An honest measure of progress
- Mary Camacho Torres

- Feb 2
- 3 min read
Letter by Mary Camacho Torres

The new year is a time for hope. It’s also a time for honesty, with ourselves, those who lead us, and whether what we are being offered is enough.
In Washington, most of what we see comes to us filtered through press releases. Successes are announced and celebrated. Failures, missed opportunities, and quiet omissions disappear without a trace.
Over time, a familiar rhythm has set in. Each year, the National Defense Authorization Act, NDAA, includes hundreds of millions—sometimes billions—in military investments tied to Guam.
The numbers sound impressive, blown up in bold print, with no explanation of what was actually invested or how the so-called billion-dollar figure was calculated. A statement about the NDAA and Guam follows. We are told this is good news and encouraged to see it as a win.
But wins should do something. They should make life easier—put food on the table, lower costs, expand opportunity. Too often, they do not.
Take one touted amendment in the NDAA, often described as bringing a ship repair facility to Guam, which will grow business. When read closely, it doesn’t actually put shovels in the ground, create jobs, or commit a single dollar to work on Guam. It just expands a list— adding the Commonwealth of the Northern Mariana Islands to the authorized jurisdictions for the overhaul, repair, and maintenance of vessels.
Why does that matter? Major defense projects are not created the moment a bill passes. They are planned years in advance, studied, scoped, costed, and negotiated long before a single line of legislative language is drafted. By the time an authorization bill reaches the floor, much of the outcome is already locked in.
Claiming credit for expanding a list is like arriving at the table after never setting foot in the kitchen.
And yet, this pattern repeats because we have been taught to applaud the announcement instead of asking what comes next. To accept authorization as achievement. To treat access as an outcome.
But crumbs have a way of doing that. They quiet hunger. They convince you to stop asking what a real meal would look like.
So the question we should ask is not whether Guam appears in the bill. It is whether life on Guam is better because of it.
Is it cheaper to build a home?
Is affordable shipping adequately incentivized so grocery bills come down?
Have federal rules been modernized so airfare is more affordable?
Is health care more accessible because regulatory barriers were removed, specialists incentivized, or costs reduced?
Will our veterans receive better services?
If the answer to these questions is no—or “not really”—then we need to be honest about what we are celebrating.
Let me be clear: we should welcome any federal dollars coming to Guam and we should be proud of our role in national defense. But pride should never require silence. And distance should never excuse accepting every press release at face value—or mistaking large numbers for real progress in the lives of working families.
This isn’t about taking more than our share. Guam gives strategically through generations of service. We carry national priorities on a small island, at real cost to our people. And when that contribution, reflected in one of the only major legislative vehicles of the year, is met with symbolism instead of substance, we should not quiet our expectations.

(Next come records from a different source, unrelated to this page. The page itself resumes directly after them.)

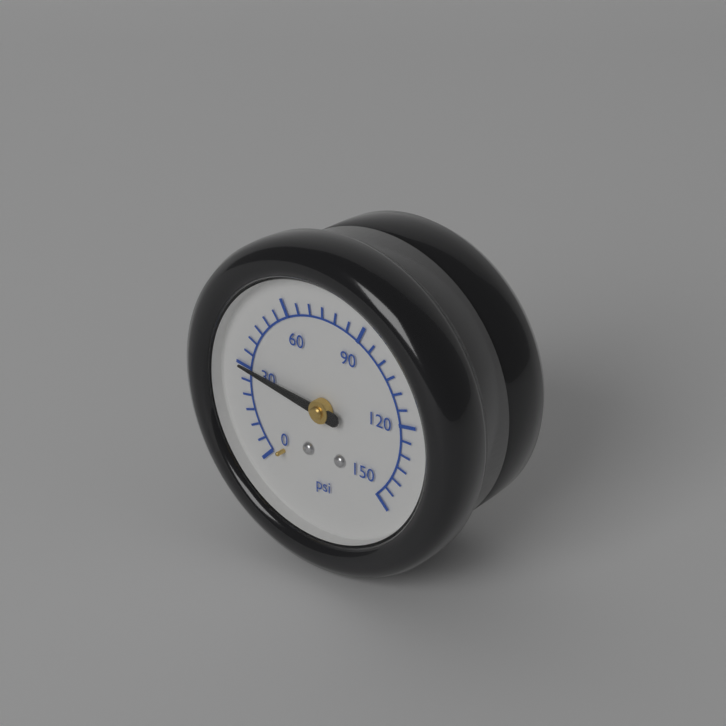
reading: 30 psi
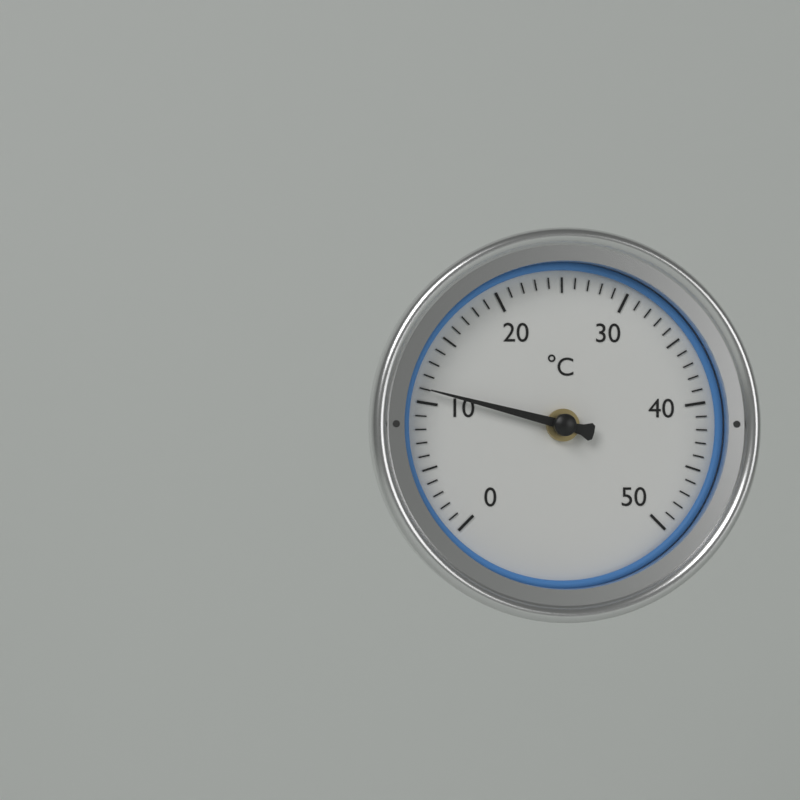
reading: 11 °C
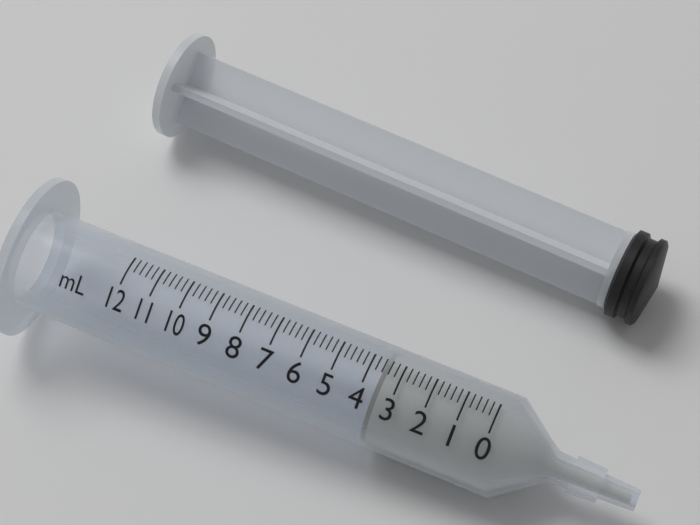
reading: 3.6 ml
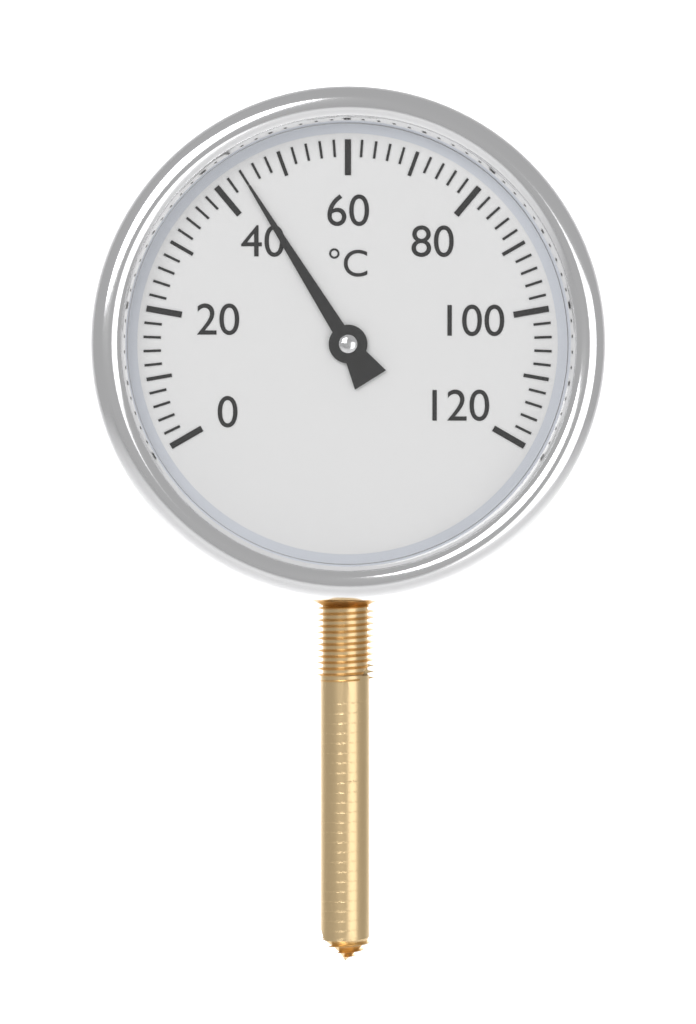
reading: 44 °C
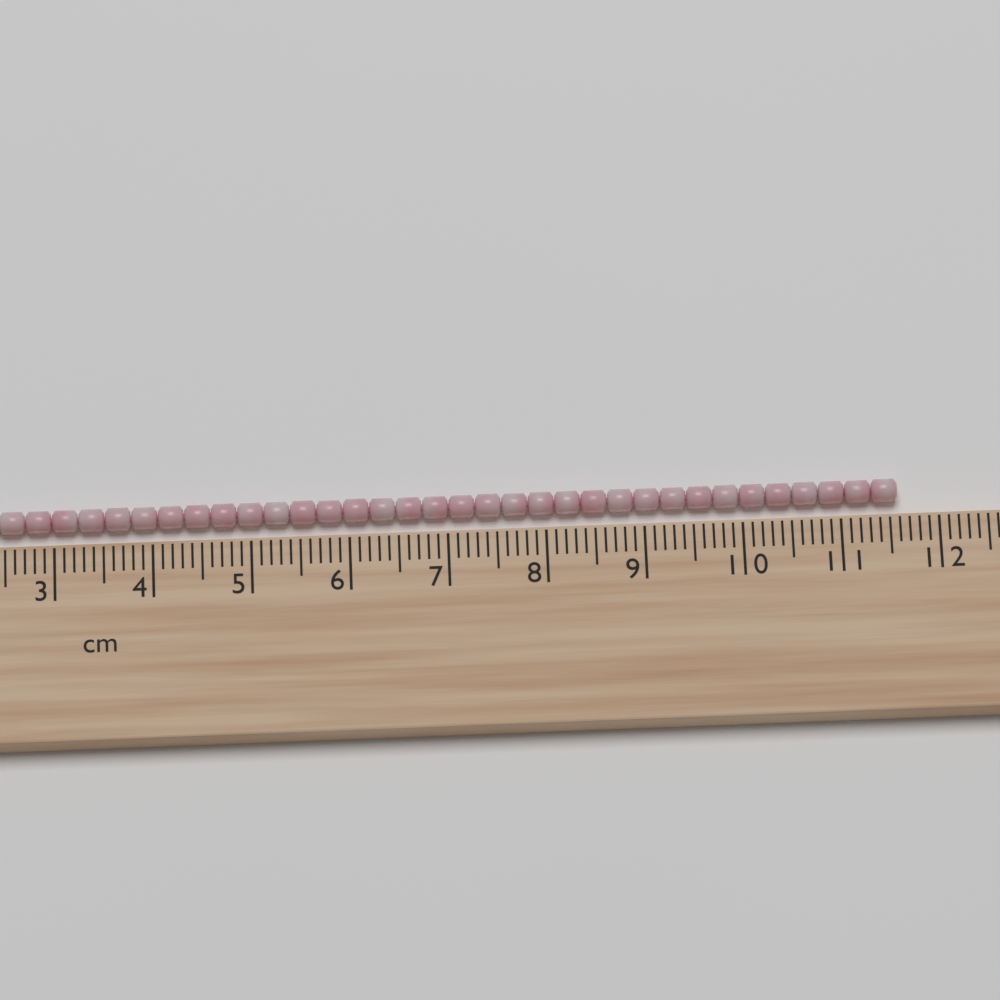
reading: 11.6 cm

Because to eat well, you have to be hungry. You have to recognize the difference between crumbs and a meal. You have to understand what you are missing when you accept too little and call it enough.
The people of Guam deserve more—not because we are entitled, but because we contribute. Not because we are ungrateful, but because we are honest about the realities we face.
And until federal action meaningfully improves daily life on this island, we should not be afraid to say: this is not enough.